President Barack Obama met members of a review board set up to consider the reach of secret US snooping programs exposed by leaker Edward Snowden, sparking a privacy furor.

  • (AFP)
  • Updated: Tue 7 Apr 2015, 3:16 PM

Obama set up the board amid rising public disquiet over the sweeping and covert telephone and Internet spying operations which have sprouted as part of Washington’s technological war on terror.

The president has said he welcomes public debate on the issue, though critics say that he only moved to engage on the secret programs once the National Security Agency (NSA) operations were blown by Snowden.

The group is made up of former US counter-terrorism analyst Richard Clarke, the ex-acting head of the CIA Michael Morrell, former Obama aide Cass Sunstein, Peter Swire, a former White House privacy official and Obama supporter turned critic and University of Chicago law professor Geoffrey Stone.

The group will brief Obama within 60 days of starting work through the Director of National Intelligence.

They will produce a full report on any changes that are needed to the programs.

The Group is tasked with reviewing how the United States can collect phone and Internet data in a way that balances national security with privacy rights and civil liberties.
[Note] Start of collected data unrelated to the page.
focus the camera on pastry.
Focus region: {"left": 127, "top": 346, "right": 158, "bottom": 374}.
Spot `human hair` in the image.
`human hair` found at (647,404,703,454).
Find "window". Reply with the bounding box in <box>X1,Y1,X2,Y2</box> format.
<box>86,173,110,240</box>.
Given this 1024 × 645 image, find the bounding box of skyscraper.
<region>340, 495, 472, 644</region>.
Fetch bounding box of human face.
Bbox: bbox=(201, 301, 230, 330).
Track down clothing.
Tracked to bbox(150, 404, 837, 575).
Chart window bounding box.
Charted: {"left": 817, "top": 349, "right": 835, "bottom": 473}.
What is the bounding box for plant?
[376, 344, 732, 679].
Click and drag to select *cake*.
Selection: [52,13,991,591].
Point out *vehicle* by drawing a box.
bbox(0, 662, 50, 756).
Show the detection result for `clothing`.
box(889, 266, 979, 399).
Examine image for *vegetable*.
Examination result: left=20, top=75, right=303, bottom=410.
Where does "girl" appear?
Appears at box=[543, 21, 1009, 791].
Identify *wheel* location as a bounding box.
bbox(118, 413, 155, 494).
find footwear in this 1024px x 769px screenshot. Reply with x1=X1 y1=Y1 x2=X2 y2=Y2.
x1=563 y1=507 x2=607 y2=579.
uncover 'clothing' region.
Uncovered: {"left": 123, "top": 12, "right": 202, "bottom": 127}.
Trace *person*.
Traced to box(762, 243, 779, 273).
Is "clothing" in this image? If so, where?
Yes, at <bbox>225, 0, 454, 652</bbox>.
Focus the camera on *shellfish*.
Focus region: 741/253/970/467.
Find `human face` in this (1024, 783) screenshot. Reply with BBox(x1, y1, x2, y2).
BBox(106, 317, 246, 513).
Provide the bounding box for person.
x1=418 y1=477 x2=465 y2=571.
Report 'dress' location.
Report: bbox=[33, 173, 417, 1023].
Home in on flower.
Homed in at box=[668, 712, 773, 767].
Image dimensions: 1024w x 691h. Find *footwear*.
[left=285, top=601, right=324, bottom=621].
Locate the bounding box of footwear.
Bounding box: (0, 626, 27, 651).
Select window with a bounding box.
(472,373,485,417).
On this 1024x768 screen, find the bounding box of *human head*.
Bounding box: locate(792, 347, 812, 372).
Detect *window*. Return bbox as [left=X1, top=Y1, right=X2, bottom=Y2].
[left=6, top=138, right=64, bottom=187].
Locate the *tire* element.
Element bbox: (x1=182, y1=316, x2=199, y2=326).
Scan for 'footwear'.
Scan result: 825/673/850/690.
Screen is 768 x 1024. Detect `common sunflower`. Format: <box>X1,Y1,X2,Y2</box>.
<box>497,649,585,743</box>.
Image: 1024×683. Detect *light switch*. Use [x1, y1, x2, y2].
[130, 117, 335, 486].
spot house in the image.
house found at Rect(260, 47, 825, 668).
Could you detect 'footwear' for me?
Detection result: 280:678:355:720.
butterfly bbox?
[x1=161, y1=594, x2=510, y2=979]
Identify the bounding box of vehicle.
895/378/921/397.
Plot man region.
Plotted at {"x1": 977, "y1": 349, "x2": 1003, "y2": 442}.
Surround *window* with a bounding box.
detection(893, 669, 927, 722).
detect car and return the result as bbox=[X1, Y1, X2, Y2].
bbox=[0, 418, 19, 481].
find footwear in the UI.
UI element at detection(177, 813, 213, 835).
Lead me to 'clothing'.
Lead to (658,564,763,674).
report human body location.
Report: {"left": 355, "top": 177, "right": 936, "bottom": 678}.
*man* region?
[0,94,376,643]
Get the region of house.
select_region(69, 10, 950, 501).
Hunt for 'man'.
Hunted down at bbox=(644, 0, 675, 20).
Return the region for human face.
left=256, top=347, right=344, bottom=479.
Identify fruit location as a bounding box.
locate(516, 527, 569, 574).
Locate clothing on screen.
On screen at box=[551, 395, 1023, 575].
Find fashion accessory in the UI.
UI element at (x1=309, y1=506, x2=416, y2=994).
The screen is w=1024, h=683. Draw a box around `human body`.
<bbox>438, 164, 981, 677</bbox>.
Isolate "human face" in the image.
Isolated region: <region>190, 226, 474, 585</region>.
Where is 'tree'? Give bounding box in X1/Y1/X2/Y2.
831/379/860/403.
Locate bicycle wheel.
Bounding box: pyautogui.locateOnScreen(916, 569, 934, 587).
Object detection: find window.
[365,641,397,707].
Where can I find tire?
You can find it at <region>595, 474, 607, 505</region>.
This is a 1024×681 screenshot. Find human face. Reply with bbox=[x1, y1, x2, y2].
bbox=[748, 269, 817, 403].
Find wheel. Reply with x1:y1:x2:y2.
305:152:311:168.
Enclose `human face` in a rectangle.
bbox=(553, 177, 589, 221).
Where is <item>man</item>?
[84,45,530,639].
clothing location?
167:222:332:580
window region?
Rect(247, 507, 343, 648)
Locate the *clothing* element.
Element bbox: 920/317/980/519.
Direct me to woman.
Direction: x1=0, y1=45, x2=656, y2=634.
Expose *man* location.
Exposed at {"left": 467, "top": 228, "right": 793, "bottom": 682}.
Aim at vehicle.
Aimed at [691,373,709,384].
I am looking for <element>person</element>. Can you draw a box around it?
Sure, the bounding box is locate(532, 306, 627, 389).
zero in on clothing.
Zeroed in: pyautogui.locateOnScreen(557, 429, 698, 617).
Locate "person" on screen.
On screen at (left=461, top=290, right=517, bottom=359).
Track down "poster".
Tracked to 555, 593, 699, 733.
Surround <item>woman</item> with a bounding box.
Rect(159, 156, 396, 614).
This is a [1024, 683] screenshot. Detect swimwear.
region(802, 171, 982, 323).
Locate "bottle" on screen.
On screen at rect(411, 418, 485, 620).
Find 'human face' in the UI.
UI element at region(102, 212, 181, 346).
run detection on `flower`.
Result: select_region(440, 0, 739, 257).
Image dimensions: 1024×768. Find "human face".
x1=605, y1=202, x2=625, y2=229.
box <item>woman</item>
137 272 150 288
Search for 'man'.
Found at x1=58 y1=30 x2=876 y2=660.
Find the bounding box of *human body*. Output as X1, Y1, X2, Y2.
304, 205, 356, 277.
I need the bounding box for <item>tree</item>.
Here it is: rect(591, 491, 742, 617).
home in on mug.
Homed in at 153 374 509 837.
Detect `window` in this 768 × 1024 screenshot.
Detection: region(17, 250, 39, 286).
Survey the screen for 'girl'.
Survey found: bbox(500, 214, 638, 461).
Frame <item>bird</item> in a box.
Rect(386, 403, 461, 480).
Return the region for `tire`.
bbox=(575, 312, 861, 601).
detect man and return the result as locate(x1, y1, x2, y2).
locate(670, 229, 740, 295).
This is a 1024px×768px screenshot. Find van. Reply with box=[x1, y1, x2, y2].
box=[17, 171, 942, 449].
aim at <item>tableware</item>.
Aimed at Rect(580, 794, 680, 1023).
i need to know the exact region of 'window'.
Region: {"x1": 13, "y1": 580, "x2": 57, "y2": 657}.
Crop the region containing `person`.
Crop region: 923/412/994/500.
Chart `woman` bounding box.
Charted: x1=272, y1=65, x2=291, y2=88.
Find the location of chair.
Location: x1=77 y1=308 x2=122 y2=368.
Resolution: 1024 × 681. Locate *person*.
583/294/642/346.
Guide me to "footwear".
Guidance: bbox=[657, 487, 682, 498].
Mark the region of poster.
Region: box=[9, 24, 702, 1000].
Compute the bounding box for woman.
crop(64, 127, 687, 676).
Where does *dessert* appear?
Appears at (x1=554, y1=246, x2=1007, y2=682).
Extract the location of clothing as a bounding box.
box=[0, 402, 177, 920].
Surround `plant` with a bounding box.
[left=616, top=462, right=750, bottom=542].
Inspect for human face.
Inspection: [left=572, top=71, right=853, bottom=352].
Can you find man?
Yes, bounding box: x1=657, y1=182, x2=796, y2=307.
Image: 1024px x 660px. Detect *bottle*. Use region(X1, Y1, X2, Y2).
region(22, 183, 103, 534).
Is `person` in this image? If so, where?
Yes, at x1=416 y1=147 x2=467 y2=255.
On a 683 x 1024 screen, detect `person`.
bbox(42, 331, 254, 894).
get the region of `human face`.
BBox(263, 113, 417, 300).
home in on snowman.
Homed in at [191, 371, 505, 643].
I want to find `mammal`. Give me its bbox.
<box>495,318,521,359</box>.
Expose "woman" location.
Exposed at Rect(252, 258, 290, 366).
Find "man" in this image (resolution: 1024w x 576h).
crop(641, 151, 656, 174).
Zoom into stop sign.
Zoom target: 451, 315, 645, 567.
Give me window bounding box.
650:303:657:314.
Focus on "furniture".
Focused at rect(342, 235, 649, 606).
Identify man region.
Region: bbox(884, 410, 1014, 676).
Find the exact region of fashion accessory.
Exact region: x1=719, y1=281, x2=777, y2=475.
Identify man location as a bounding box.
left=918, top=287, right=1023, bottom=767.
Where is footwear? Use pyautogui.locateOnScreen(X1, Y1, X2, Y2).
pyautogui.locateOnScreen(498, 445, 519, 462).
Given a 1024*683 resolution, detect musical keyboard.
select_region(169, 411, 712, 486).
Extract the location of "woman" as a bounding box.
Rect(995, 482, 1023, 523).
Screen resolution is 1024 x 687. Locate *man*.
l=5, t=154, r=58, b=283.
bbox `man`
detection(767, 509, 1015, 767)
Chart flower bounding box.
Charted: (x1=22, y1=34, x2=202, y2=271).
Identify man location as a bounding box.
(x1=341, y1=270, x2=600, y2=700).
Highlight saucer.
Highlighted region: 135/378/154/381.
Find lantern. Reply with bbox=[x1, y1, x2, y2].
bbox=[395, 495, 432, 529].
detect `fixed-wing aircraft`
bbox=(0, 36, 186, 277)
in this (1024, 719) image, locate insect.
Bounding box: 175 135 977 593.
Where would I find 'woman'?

But critics of the panel have already described the personnel chosen to conduct the review as too close to the president and the intelligence community.

Clarke had a long career in government and intelligence, but emerged as a vocal critic of the Bush administration over missed intelligence leads ahead of the September 11 attacks in 2001.

Stone, though a former college colleague and supporter of Obama is an advocate for government transparency and has been critical of the president’s record on secrecy and transparency.

Sunstein is married to the president’s long-time foreign policy confidant and current US ambassador to the United Nations, Samantha Power.

Obama pledged earlier this month to overhaul US secret surveillance and promised greater oversight and transparency.

He pledged to ask Congress to reform one of the most controversial sections of the Patriot Act passed in the aftermath of the September 11, 2001 attacks — Section 215, which gives the government access to telephone and other records of its citizens.

In a newly declassified memo, the Justice Department said the program recorded data — such as duration and numbers — of phone calls feared to involve “terrorists” but did not record the conversations.

Obama also called for the start of debate in the court that authorizes surveillance, which now only receives requests from the government without hearing any counter-arguments as is customary in virtually all of the US judiciary.

Controversy over the programs has grown since Snowden, a former US government contractor who fled to Russia, revealed some of the more sweeping aspects of US surveillance on citizens’ Internet searches and telephone records.